The US Air Force’s (USAF’s) Lockheed Martin F-22 Raptor, F-35A Lightning II and the Air Force Research Laboratory’s Kratos Defense XQ-58A Valkyrie flew in formation for the first time on 9 December at the US Army Yuma Proving Ground in Arizona.

The formation flight was part of an attempted demonstration of data transmission between all three aircraft. The F-22 and F-35A successfully shared data using a novel technology called “gatewayONE”, but the XQ-58A was unable to link up, the USAF said on 14 December.

F-22 F-35 XQ-58A in formation

Source: US Air Force

F-22 Raptor, F-35A and XQ-58A fly in formation

The F-22’s and the F-35’s most-secure communication systems cannot talk directly to one another. (The F-35 uses the Multifunctional Advanced Data Link and the F-22 uses the Intra-Flight Data Link.) The incapability of the fifth-generation fighters’ communication systems causes the Department of Defense (DoD) headaches and forces complex workarounds during operations.

However, the gatewayONE device allowed the data formats to be translated so information could be passed directly between the two aircraft.

“Not only can gatewayONE translate between those formats, in this test it moved data that is normally relegated to an operations center or tactical ground node, directly pushing it into the cockpit at the edge of the multi-domain battlespace for the first time,” says the USAF. “Additionally, the test pushed the position data of each platform outside of the aircraft’s close-proximity formation through gatewayONE, which enables battle managers on the ground or in the air to better orchestrate operations.”

The gatewayONE communications device also “passed tracks or cues from ground operators to both fighters and passed a cue from the F-35A to the F-22 for the first time,” says the service. The information was presented on the aircrafts’ normal displays, it adds.

GatewayONE is part of the USAF’s Advanced Battlefield Management System (ABMS) development programme, an effort to create a military internet-of-things network that will quickly and autonomously pass information around the battlefield. The DoD hopes more information in the hands of pilots, sailors and soldiers will help them spot the enemy quickly and react faster.

“The future is promising, and gatewayONE will allow the F-22 and F-35 to connect to and feed data sources they’ve never before accessed,” says Lieutenant Colonel Eric Wright, a 59th Test and Evaluation Squadron F-35 pilot. “Those future connections will bring additional battlefield awareness into the cockpit and enable integrated fires across US forces.”

XQ-58A Valkyrie low-cost unmanned aerial vehicle launches at the U.S. Army Yuma Proving Ground, Ariz., Dec. 9, 2020

Source: US Air Force

XQ-58A Valkyrie low-cost unmanned air vehicle launches at the US Army Yuma Proving Ground, Arizona on 9 December 2020

As part of the 9 December demonstration flight, the XQ-58A Valkyrie was rocket-launched and made a “semi-autonomous” flight alongside the F22 and F-35 for the first time.

“The gatewayONE payload was integrated into the Valkyrie for its maiden voyage with the fifth-generation fighters to conduct an initial test of gateway capabilities from an attritable platform,” says the USAF. “However, shortly after take off, the communications payloads lost connectivity and those test objectives were unable to be accomplished.”

The demonstration flight programme had 18 test objectives and successfully completed nine, says the USAF.

The service says it also successfully tested the ability of the US Marine Corps’ F-35B to send full-motion video to a ground controller using the Tactical Targeting Network Technology waveform and a Boeing KC-46A Pegasus in-flight refuelling tanker as a communications node.

The service’s tanker fleet will be an important early part of the ABMS network, Will Roper, assistant secretary of the air force for acquisition, technology and logistics, said at an Air Force Association event on 14 December.

“We have already selected ABMS release one, which is a subset of capabilities that make a mini-internet, that gets data from cloud [computing and storage] forward to the tactical edge to our fighters, via mobility gateways and analytics that will be fielded on our tanker fleet,” he says.

The USAF’s dream is to mimic many of the functions of the modern civilian internet, using artificial intelligence and other forms of automation to make fast suggestions to decision makers on the battlefield.

“It’s a microcosm of the internet where the cloud is there, the analytics are there, the tanker is playing the role of a cell tower,” he says. “It’s routing data back and forth between the cloud and users. The users are the fighters that are inside that area denial, communication denial bubble, that are not denied talking with the tanker that is standing just outside of harm’s way.”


## Problem description
Each line below with the string "screenshot" should be copied.

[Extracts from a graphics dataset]

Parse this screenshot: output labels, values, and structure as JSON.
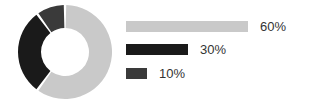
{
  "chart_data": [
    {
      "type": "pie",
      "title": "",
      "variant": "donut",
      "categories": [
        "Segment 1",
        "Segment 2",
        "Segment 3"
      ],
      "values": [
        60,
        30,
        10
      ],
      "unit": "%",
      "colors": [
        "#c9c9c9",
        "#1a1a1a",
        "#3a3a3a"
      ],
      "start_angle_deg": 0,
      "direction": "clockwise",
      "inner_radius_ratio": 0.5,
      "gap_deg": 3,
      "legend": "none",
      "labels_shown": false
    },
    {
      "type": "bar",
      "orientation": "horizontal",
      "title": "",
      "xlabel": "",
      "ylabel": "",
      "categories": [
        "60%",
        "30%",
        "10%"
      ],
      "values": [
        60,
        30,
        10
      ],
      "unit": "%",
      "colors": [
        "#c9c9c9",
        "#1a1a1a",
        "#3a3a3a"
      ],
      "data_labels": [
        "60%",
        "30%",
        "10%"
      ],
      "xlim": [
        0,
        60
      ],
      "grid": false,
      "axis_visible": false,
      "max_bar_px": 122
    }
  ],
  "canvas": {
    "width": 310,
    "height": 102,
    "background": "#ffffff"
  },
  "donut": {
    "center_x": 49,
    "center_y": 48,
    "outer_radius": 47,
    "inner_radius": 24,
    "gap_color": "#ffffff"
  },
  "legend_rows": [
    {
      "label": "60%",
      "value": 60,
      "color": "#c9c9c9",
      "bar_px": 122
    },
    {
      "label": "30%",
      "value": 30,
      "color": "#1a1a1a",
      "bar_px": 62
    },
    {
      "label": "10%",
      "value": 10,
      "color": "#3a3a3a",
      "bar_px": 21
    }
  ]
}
==
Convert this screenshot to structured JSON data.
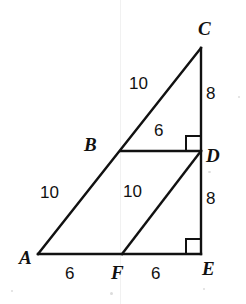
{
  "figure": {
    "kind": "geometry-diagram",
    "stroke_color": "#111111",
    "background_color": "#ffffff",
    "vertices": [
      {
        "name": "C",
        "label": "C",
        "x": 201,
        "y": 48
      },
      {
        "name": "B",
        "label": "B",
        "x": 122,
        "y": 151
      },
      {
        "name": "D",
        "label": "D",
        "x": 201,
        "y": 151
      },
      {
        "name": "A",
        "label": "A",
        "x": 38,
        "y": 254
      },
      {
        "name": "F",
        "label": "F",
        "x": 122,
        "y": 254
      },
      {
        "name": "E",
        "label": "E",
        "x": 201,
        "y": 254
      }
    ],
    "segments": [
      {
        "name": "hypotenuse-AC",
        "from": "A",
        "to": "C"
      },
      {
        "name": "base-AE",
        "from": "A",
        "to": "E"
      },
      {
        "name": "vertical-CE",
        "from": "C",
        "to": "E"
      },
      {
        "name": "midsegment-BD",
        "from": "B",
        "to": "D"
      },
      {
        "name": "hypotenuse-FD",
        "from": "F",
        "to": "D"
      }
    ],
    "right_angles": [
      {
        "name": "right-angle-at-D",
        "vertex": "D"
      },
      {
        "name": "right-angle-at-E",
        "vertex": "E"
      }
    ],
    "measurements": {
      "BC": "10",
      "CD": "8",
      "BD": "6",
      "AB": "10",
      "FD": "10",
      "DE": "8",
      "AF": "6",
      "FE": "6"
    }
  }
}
--
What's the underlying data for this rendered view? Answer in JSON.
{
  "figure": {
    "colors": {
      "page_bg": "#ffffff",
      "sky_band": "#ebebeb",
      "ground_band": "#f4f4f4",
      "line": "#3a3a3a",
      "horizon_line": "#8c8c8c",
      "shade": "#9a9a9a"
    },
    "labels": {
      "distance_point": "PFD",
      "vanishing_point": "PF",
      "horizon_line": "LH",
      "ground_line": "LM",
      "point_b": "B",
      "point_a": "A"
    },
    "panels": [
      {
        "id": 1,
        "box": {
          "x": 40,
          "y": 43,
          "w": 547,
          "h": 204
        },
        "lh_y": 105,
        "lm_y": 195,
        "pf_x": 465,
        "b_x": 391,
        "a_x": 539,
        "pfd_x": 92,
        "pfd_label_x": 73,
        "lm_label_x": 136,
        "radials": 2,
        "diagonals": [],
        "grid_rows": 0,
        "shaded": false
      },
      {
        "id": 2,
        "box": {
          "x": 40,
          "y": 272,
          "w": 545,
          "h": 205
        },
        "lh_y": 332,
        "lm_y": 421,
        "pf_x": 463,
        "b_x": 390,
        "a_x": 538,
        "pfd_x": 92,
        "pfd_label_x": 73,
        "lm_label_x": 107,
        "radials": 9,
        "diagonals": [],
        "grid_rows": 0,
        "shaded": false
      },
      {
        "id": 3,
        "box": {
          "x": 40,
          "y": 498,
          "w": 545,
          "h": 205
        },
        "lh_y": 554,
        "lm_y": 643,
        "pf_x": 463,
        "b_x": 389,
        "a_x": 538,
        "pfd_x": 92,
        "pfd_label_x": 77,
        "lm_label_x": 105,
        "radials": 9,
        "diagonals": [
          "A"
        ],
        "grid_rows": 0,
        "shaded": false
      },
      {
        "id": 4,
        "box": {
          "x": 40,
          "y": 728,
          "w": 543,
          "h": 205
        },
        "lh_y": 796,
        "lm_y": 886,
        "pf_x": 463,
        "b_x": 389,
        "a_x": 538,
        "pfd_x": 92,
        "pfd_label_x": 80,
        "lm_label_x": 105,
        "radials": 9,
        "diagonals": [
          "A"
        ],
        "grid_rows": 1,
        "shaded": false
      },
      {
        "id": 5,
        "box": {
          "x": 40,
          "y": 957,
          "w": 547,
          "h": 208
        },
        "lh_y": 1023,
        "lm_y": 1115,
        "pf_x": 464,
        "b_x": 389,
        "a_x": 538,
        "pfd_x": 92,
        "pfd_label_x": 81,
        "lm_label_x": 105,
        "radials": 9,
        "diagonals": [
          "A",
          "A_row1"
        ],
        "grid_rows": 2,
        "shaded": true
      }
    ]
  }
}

## Answer to this task
Parse this screenshot: output labels, values, and structure as JSON.
Convert this screenshot to structured JSON data.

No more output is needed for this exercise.